How to create a certified wildlife habitat using native plants in your backyard
'Morning Edition' host Jennifer Lynn speaks with Dianne Moore, a health coach who created a certified wildlife habitat with native species.
3 years ago
It can be hard to grasp that as many as 1.5 million cicadas can turn up on one acre of land. That is, until you hear them.
“They get so loud, you can hear them over the sound of the mower,” said Bret Satzler, referring to the sound coming from the periodical cicadas filling the trees in his yard, the wooded area behind it and just about everywhere you can think of.
Juniata County is one of the places Brood X cicadas emerged this year, after spending 17 years underground feeding on tree roots. I got to experience the cicada symphony when Satzler, one of my husband’s uncles, gave me a tour of his yard.
“It would take you years to count how many are just under some of these trees,” Satzler said.
That means it’s easy to see the red-eyed creatures too, and occasionally experience them first hand.
“Lawn mowing — they’re flying all over you. It doesn’t matter where you’re at, they just land on you,” Satzler said.
If all of that sounds horrifying, don’t worry. They’re largely harmless.
The native insects spend most of their lives underground feeding on tree roots. Brood X comes out every 17 years to mate. They can be found from Tennessee to New York, including in Blair, Huntingdon and Mifflin counties in Pennsylvania.
After mating, the females lay eggs in the branches of trees. That doesn’t hurt healthy, well-established trees. But, the cicada makes small cuts in the branches and it has the potential to damage or kill small or newly planted trees.
Once the eggs hatch, the nymphs drop to the ground and burrow into the dirt, where they feed on tree roots until they emerge in 17 years.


WHAT TO WORK ON → Look through the material below. Copy each line that contains the string "intestine".

GIVEN DATA →
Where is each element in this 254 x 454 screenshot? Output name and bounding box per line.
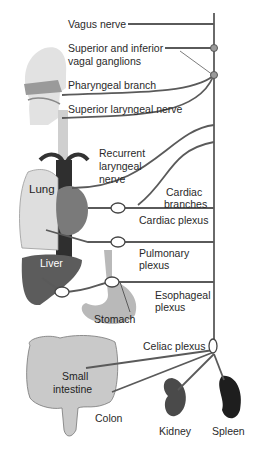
label-small-intestine-line1: Small: [62, 370, 88, 382]
pulmonary-plexus-node: [111, 237, 125, 247]
label-celiac-plexus: Celiac plexus: [143, 340, 205, 352]
kidney-illustration: [164, 378, 186, 416]
label-esophageal-line1: Esophageal: [155, 289, 210, 301]
label-pulmonary-line1: Pulmonary: [139, 247, 189, 259]
label-ganglia-line1: Superior and inferior: [68, 42, 163, 54]
celiac-plexus-node: [209, 339, 217, 353]
label-superior-laryngeal: Superior laryngeal nerve: [68, 103, 182, 115]
vagus-diagram-canvas: [0, 0, 254, 454]
label-spleen: Spleen: [212, 425, 245, 437]
label-ganglia-line2: vagal ganglions: [68, 55, 141, 67]
label-pharyngeal-branch: Pharyngeal branch: [68, 79, 156, 91]
label-recurrent-line3: nerve: [99, 173, 125, 185]
label-recurrent-line2: laryngeal: [99, 160, 142, 172]
label-cardiac-plexus: Cardiac plexus: [139, 214, 208, 226]
label-small-intestine-line2: intestine: [53, 383, 92, 395]
label-cardiac-branches-line2: branches: [164, 198, 207, 210]
superior-ganglion: [211, 45, 218, 52]
esophageal-plexus-node: [105, 277, 119, 287]
label-cardiac-branches-line1: Cardiac: [166, 186, 202, 198]
heart-illustration: [56, 186, 88, 235]
liver-plexus-node: [55, 287, 69, 297]
label-pulmonary-line2: plexus: [139, 259, 169, 271]
cardiac-plexus-node: [111, 203, 125, 213]
label-liver: Liver: [40, 257, 63, 269]
inferior-ganglion: [211, 72, 218, 79]
spleen-illustration: [219, 376, 241, 418]
label-lung: Lung: [29, 183, 55, 195]
lung-illustration: [20, 170, 58, 250]
label-kidney: Kidney: [159, 425, 191, 437]
label-colon: Colon: [95, 412, 122, 424]
label-esophageal-line2: plexus: [155, 301, 185, 313]
label-stomach: Stomach: [94, 313, 135, 325]
label-recurrent-line1: Recurrent: [99, 147, 145, 159]
label-vagus-nerve: Vagus nerve: [68, 18, 126, 30]
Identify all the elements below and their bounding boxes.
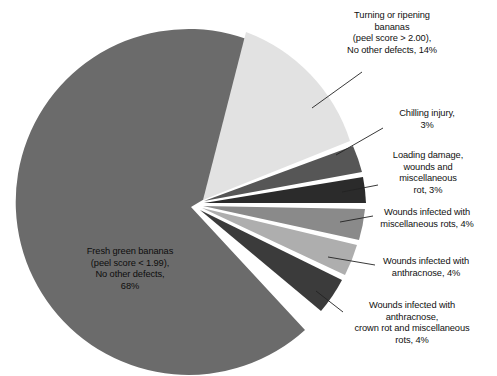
pie-chart: Turning or ripening bananas (peel score …: [0, 0, 497, 376]
pie-label-wounds-anthracnose-crown-rot: Wounds infected with anthracnose, crown …: [330, 300, 494, 346]
pie-label-chilling-injury: Chilling injury, 3%: [360, 108, 494, 131]
pie-label-wounds-anthracnose: Wounds infected with anthracnose, 4%: [358, 256, 494, 279]
pie-label-wounds-miscellaneous-rots: Wounds infected with miscellaneous rots,…: [358, 207, 496, 230]
pie-label-fresh-green-bananas: Fresh green bananas (peel score < 1.99),…: [45, 246, 215, 292]
pie-label-loading-damage: Loading damage, wounds and miscellaneous…: [362, 150, 494, 196]
pie-label-turning-ripening-bananas: Turning or ripening bananas (peel score …: [292, 10, 492, 56]
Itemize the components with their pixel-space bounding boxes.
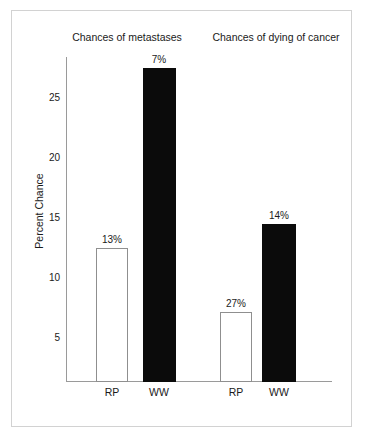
y-tick-label-5: 5 <box>38 332 60 343</box>
group-header-metastases: Chances of metastases <box>47 31 207 44</box>
bar-dying-rp <box>220 312 252 382</box>
bar-value-metastases-rp: 13% <box>92 234 132 246</box>
bar-metastases-ww <box>143 68 176 382</box>
chart-figure: Chances of metastases Chances of dying o… <box>0 0 365 437</box>
x-tick-label-dying-ww: WW <box>259 386 299 399</box>
group-header-dying-of-cancer: Chances of dying of cancer <box>196 31 356 44</box>
figure-frame <box>11 10 352 427</box>
bar-value-dying-ww: 14% <box>259 210 299 222</box>
bar-value-metastases-ww: 7% <box>139 54 179 66</box>
x-tick-label-metastases-rp: RP <box>92 386 132 399</box>
y-tick-label-20: 20 <box>38 152 60 163</box>
y-tick-label-15: 15 <box>38 212 60 223</box>
y-tick-label-25: 25 <box>38 92 60 103</box>
x-tick-label-dying-rp: RP <box>216 386 256 399</box>
bar-dying-ww <box>262 224 296 382</box>
y-axis-title: Percent Chance <box>33 151 45 271</box>
y-tick-label-10: 10 <box>38 272 60 283</box>
bar-metastases-rp <box>96 248 128 382</box>
y-axis-line <box>66 57 67 382</box>
bar-value-dying-rp: 27% <box>216 298 256 310</box>
x-tick-label-metastases-ww: WW <box>139 386 179 399</box>
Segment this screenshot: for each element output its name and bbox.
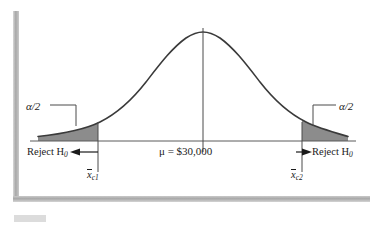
critical-value-label-right: xc2 (291, 170, 303, 181)
reject-h0-text-right: Reject H (312, 146, 349, 157)
reject-arrow-right-head (302, 149, 312, 156)
mean-value-label: μ = $30,000 (159, 146, 212, 157)
alpha-leader-right (313, 105, 336, 126)
reject-h0-label-right: Reject H0 (312, 147, 353, 158)
critical-value-label-left: xc1 (87, 170, 99, 181)
x-bar-symbol-left: x (87, 170, 92, 181)
critical-value-subscript-right: c2 (296, 173, 303, 182)
alpha-leader-left (50, 105, 76, 126)
reject-h0-subscript-right: 0 (349, 150, 353, 159)
distribution-plot (0, 0, 386, 225)
reject-arrow-left-head (70, 149, 80, 156)
alpha-over-two-label-left: α/2 (26, 101, 40, 112)
reject-h0-text-left: Reject H (27, 146, 64, 157)
x-bar-symbol-right: x (291, 170, 296, 181)
critical-value-subscript-left: c1 (92, 173, 99, 182)
reject-h0-subscript-left: 0 (64, 150, 68, 159)
normal-curve (38, 32, 348, 137)
alpha-over-two-label-right: α/2 (339, 101, 353, 112)
reject-h0-label-left: Reject H0 (27, 147, 68, 158)
figure-canvas: α/2 α/2 Reject H0 Reject H0 μ = $30,000 … (0, 0, 386, 225)
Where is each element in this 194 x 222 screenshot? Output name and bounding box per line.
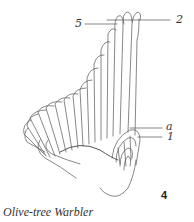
wing-base-curve [100, 160, 136, 196]
label-primary-2: 2 [176, 14, 183, 25]
label-primary-5: 5 [75, 18, 82, 29]
caption: Olive-tree Warbler [3, 206, 93, 218]
label-primary-1: 1 [167, 131, 174, 142]
figure-number: 4 [161, 190, 167, 201]
inner-wing-outline [38, 140, 76, 178]
primary-feathers [24, 12, 141, 157]
alula [112, 130, 140, 170]
inner-wing-outline-2 [46, 140, 80, 164]
covert-edge [60, 145, 118, 160]
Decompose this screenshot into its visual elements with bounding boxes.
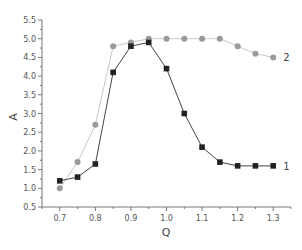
data-point-circle [235,43,241,49]
y-tick-label: 5.0 [23,35,36,44]
y-axis-title: A [7,113,20,121]
y-tick-label: 4.5 [23,53,36,62]
data-point-circle [92,122,98,128]
series-label-2: 2 [283,52,289,63]
data-point-square [93,161,99,167]
series-1: 1 [57,40,290,184]
y-tick-label: 2.5 [23,128,36,137]
data-point-square [146,40,152,46]
data-point-square [75,174,81,180]
x-axis-title: Q [162,226,171,239]
y-tick-label: 1.5 [23,166,36,175]
data-point-square [217,159,223,165]
y-tick-label: 0.5 [23,203,36,212]
data-point-square [128,43,134,49]
data-point-circle [270,54,276,60]
series-line [60,42,273,180]
chart-axes: 0.51.01.52.02.53.03.54.04.55.05.50.70.80… [23,16,291,223]
data-point-square [164,66,170,72]
y-tick-label: 3.5 [23,91,36,100]
x-tick-label: 0.7 [53,214,66,223]
chart-series: 21 [57,36,290,192]
y-tick-label: 2.0 [23,147,36,156]
x-tick-label: 0.8 [89,214,102,223]
data-point-square [181,111,187,117]
line-chart: 0.51.01.52.02.53.03.54.04.55.05.50.70.80… [0,0,302,250]
data-point-square [270,163,276,169]
data-point-square [235,163,241,169]
data-point-circle [217,36,223,42]
data-point-circle [75,159,81,165]
data-point-circle [181,36,187,42]
data-point-circle [164,36,170,42]
data-point-square [110,70,116,76]
y-tick-label: 4.0 [23,72,36,81]
data-point-circle [57,185,63,191]
x-tick-label: 1.1 [196,214,209,223]
y-tick-label: 5.5 [23,16,36,25]
y-tick-label: 1.0 [23,184,36,193]
x-tick-label: 1.0 [160,214,173,223]
data-point-circle [110,43,116,49]
x-tick-label: 1.2 [231,214,244,223]
x-tick-label: 1.3 [267,214,280,223]
x-tick-label: 0.9 [125,214,138,223]
data-point-circle [252,51,258,57]
data-point-square [57,178,63,184]
series-label-1: 1 [283,161,289,172]
data-point-circle [199,36,205,42]
y-tick-label: 3.0 [23,110,36,119]
data-point-square [253,163,259,169]
data-point-square [199,144,205,150]
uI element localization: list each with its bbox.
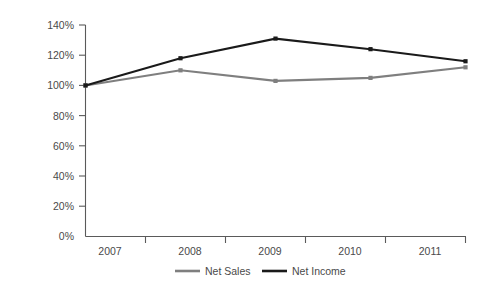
y-axis-label-40: 40% <box>53 170 74 182</box>
y-axis-label-0: 0% <box>59 230 74 242</box>
legend-label-net-income: Net Income <box>292 265 346 277</box>
data-point-net-sales-2008 <box>178 68 182 72</box>
data-point-net-income-2010 <box>368 47 372 51</box>
data-point-net-sales-2010 <box>368 76 372 80</box>
data-point-net-income-2009 <box>273 37 277 41</box>
data-point-net-sales-2011 <box>463 65 467 69</box>
data-point-net-income-2008 <box>178 56 182 60</box>
x-axis-label-2009: 2009 <box>258 245 282 257</box>
legend-label-net-sales: Net Sales <box>205 265 251 277</box>
y-axis-label-80: 80% <box>53 110 74 122</box>
y-axis-label-140: 140% <box>47 19 74 31</box>
y-axis-label-60: 60% <box>53 140 74 152</box>
data-point-net-income-2011 <box>463 59 467 63</box>
x-axis-label-2008: 2008 <box>178 245 202 257</box>
x-axis-label-2010: 2010 <box>338 245 362 257</box>
y-axis-label-20: 20% <box>53 200 74 212</box>
x-axis-label-2007: 2007 <box>98 245 122 257</box>
line-chart: 140% 120% 100% 80% 60% 40% 20% 0% 2007 2… <box>0 0 498 291</box>
chart-canvas: 140% 120% 100% 80% 60% 40% 20% 0% 2007 2… <box>0 0 498 291</box>
x-axis-label-2011: 2011 <box>419 245 442 257</box>
data-point-net-sales-2009 <box>273 79 277 83</box>
data-point-net-income-2007 <box>83 83 87 87</box>
y-axis-label-100: 100% <box>47 79 74 91</box>
y-axis-label-120: 120% <box>47 49 74 61</box>
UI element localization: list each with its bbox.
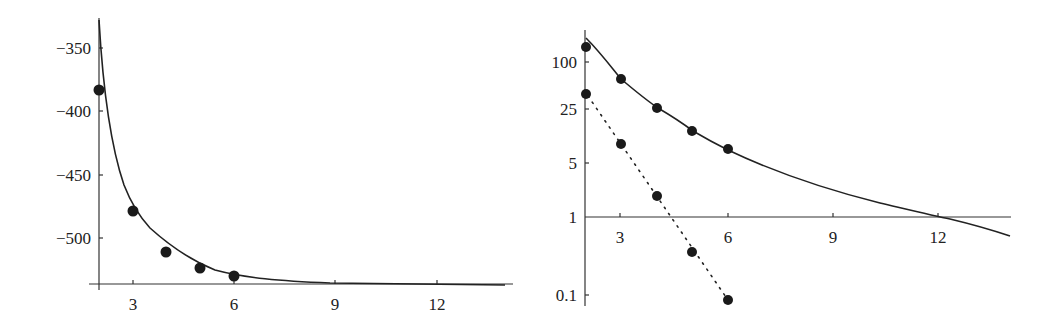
data-point [161,247,172,258]
data-point [229,271,240,282]
left-y-ticks: −350 −400 −450 −500 [56,39,103,248]
left-chart: −350 −400 −450 −500 3 6 9 12 [56,18,513,314]
left-data-points [94,85,240,282]
data-point [652,103,662,113]
right-x-ticks: 3 6 9 12 [616,213,947,247]
right-x-tick-label: 12 [930,228,947,247]
data-point [687,247,697,257]
left-y-tick-label: −450 [56,166,91,185]
data-point [687,126,697,136]
data-point [616,74,626,84]
right-y-tick-label: 100 [552,53,578,72]
right-chart: 100 25 5 1 0.1 3 6 9 12 [552,30,1012,306]
data-point [128,206,139,217]
right-x-tick-label: 9 [829,228,838,247]
figure: −350 −400 −450 −500 3 6 9 12 [0,0,1042,327]
left-fitted-curve [99,20,505,285]
right-y-tick-label: 1 [569,208,578,227]
right-y-tick-label: 5 [569,154,578,173]
right-y-tick-label: 25 [560,100,577,119]
left-x-ticks: 3 6 9 12 [129,280,446,314]
data-point [723,144,733,154]
right-lower-data-points [581,89,733,305]
data-point [616,139,626,149]
right-x-tick-label: 6 [724,228,733,247]
left-y-tick-label: −400 [56,102,91,121]
left-x-tick-label: 3 [129,295,138,314]
left-x-tick-label: 9 [331,295,340,314]
data-point [581,89,591,99]
data-point [581,42,591,52]
data-point [94,85,105,96]
left-y-tick-label: −350 [56,39,91,58]
left-x-tick-label: 12 [429,295,446,314]
data-point [723,295,733,305]
data-point [195,263,206,274]
right-x-tick-label: 3 [616,228,625,247]
data-point [652,191,662,201]
left-x-tick-label: 6 [230,295,239,314]
right-y-tick-label: 0.1 [556,286,577,305]
right-upper-fitted-curve [586,38,1010,236]
left-y-tick-label: −500 [56,229,91,248]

TASK RESPONSE →
label-small-intestine-line1: Small: [62, 370, 88, 382]
label-small-intestine-line2: intestine: [53, 383, 92, 395]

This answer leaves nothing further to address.